Luther having denied the freedom of the will in sinful man as also freedom in the use of grace, logically placed the eternal destiny of the individual solely and entirely in the hands of God, who without any regard to merit or demerit metes out heaven or hell just as He pleases. Zwingli endeavoured to obviate the grave consequences that this principle necessarily produces in the moral order by the vain excuse that "just as God incited the robber to commit murder, so also He forces the judge to impose the penalty of death on the murderer" (De provid. Dei, in "Opera" ed. Schuler, IV, 113). Melanchthon taught expressly that the treason of Judas was just as much the work of God as was the vocation of St. Paul (cf. Trident., Sess. VI, can. vi, in Denzinger, n. 816). Calvin is the most logical advocate of Predestinarianism pure and simple. Absolute and positive predestination of the elect for eternal life, as well as of the reprobate for hell and for sin, is one of the chief elements of his whole doctrinal system and is closely connected with the all-pervading thought of "the glory of God". Strongly religious by nature and with an instinct for systematizing, but also with a harsh unyielding character, Calvin was the first to weave the scattered threads which he thought he had found in St. Paul, St. Augustine, Wyclif, Luther, and Bucer, into a strong network which enveloped his entire system of practical and theoretical Christianity. Thus he became in fact the systematizer of the dread doctrine of predestination. Although Calvin does not deny that man had free will in paradise, still he traces back the fall of Adam to an absolute and positive decree of God (Instit., I, 15, 8; III, 23, 8).

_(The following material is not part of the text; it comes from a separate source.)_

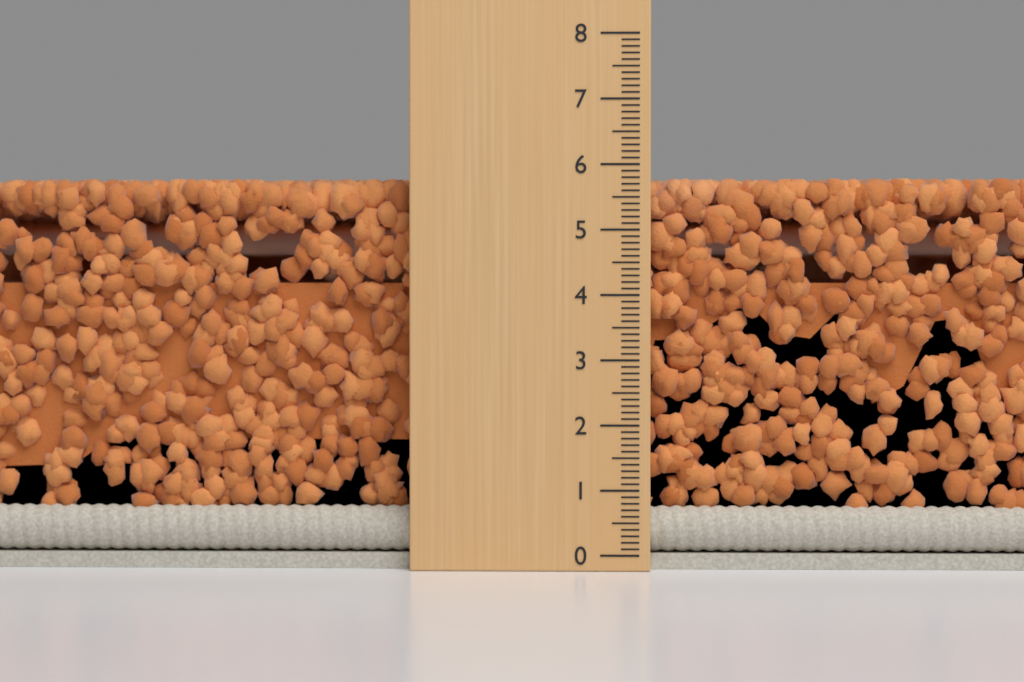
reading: 5.8 (no unit)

CATHOLIC ENCYCLOPEDIA: Predestinarianism
This is from the Catholic Encyclopedia on Predestinarianism. A lot is said on tracing the origins of the heresy in the West to the era of Augustine. It appears that Luther's teachings lead to the idea, but Calvin positively taught it.
Regards
If I can focus on one part of the quote above.....
"Absolute and positive predestination of the elect for eternal life, as well as of the reprobate for hell and for sin, is one of the chief elements of his whole doctrinal system and is closely connected with the all-pervading thought of "the glory of God"."
The CE is correct in mentioning that Calvin, and Calvinists believe in the positive predestination of the elect for Eternal life. However, while most (or all) Calvinists believe in both predestination of the elect and reprobate, they do not see the mechanisms of those predestinations as equal. As I have been stressing, God is passive in reprobation. Since Calvinists believe mankind as evil after the fall, and incapable of pleasing God, for God to reprobate man, he needs merely to do.... nothing. That is certainly not equal to the predestination of the elect where God is active in saving man.
There are a few other Calvinists floating around, you really should also get their opinions.